Tomlinson’s book is the story of a baby barn owl called Plop (and have you ever come across a more perfectly appropriate name for a character? What else could a fat and fluffy baby owl with ‘a beautiful heart-shaped ruff … enormous, round eyes … and very knackety knees’ possibly be called?) who suffers from the eponymous affliction. In vain does his mother explain to him that he is a night bird. ‘Nocturnal,’ said Dad, who though no longer storyteller-in-chief maintained his vital role of explicator and synonym supplier. He would be constructively dismissed the day I found out what a thesaurus was. I still feel bad about that.
Anyway. Plop wants to be a day bird. ‘You are what you are,’ says Mrs Barn Owl firmly. ‘Yes, I know,’ agrees Plop. ‘And what I are is afraid of the dark.’ I read this now to my son and it makes me howl with laughter, though I don’t remember laughing then. Perhaps reading was too serious a business still, or perhaps I just didn’t know enough about grammar to appreciate the joke. But I loved it all, nevertheless. In the course of seven beguiling chapters, including ‘Dark is Exciting’ (in which Plop sees fireworks for the first time), ‘Dark is Necessary’ (where he meets a little girl who explains to him about Father Christmas) and ‘Dark is Wonderful’ (when he meets an astr
onomer who identifies the stars for him), Plop gradually loses his fear and eventually comes to feel that Dark is Super.

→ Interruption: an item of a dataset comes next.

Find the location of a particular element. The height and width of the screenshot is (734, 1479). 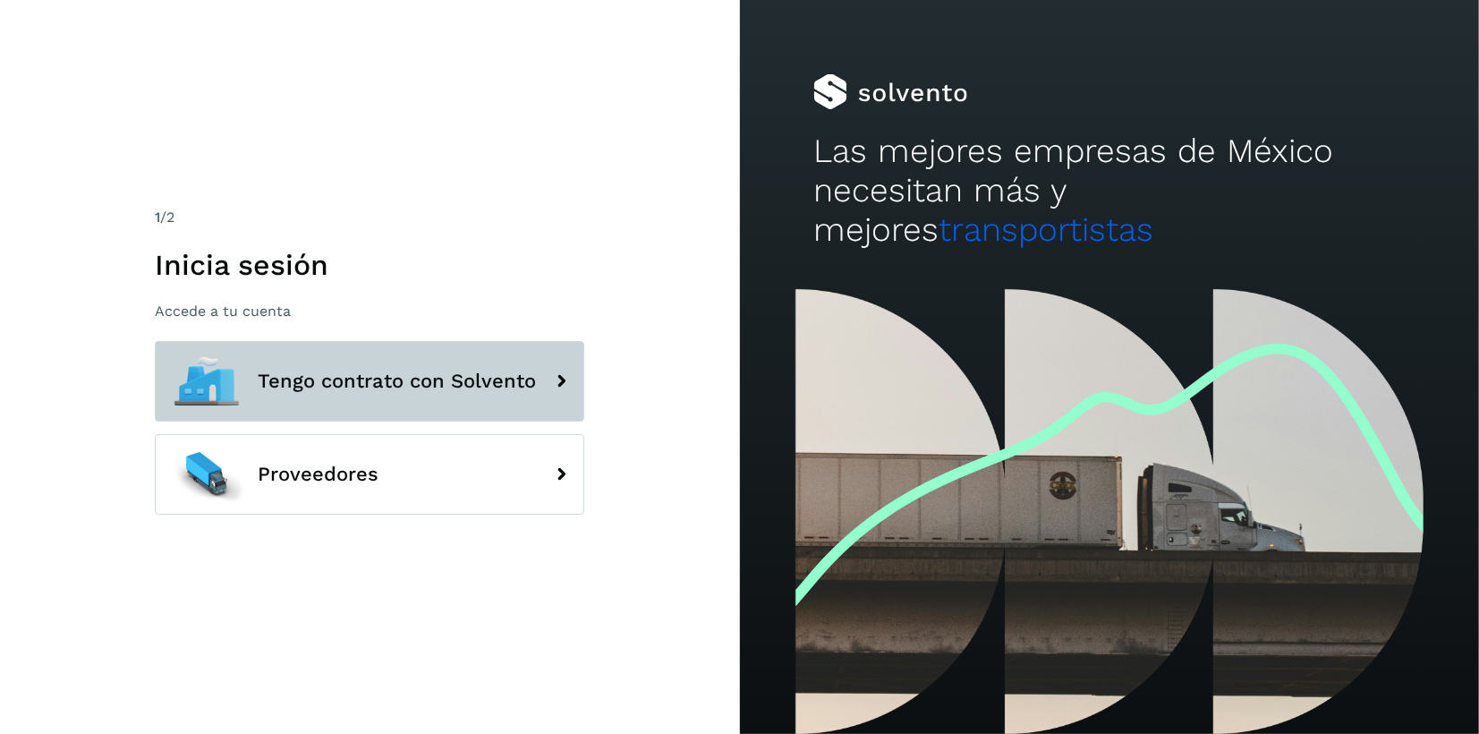

span: transportistas is located at coordinates (1046, 229).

I was careful of my books – I was careful of everything; mud turtles are like that – but that late-1970s copy of Plop’s adventures is undeniably battered. It became a fiercely private possession and reading – and re-reading and re-reading and re-reading – an intensely personal experience.
It was with The Owl Who Was Afraid of the Dark that I truly fell in love with the act of reading itself. I had adored being read to, enjoyed the stories, but the ability to take down a book off a shelf, open it up and translate it into words and sounds and pictures in my head, to start that film rolling all by myself and keep it going as long as I pleased (or at least until the next meal, bedtime or other idiotically unavoidable marker of time’s relentless passage in the real world was announced) – well, that was happiness of a different order. When I was reading, the outside world fell away completely and it required the application of physical force to break my concentration. Though my mother, as one for whom fiction could never assume any kind of reality, never believed me (any more than she would believe in the years to come that her children were hungry, thirsty or tired outside the appointed hours) I never deliberately ignored her calls to come to lunch or dinner or to start cleaning my teeth and get ready for bed. Like every bookworm before and since, I simply and genuinely didn’t hear them. Wherever I was with a book – on the sofa, on my bed, on the loo, in the back seat of the car – I was always utterly elsewhere.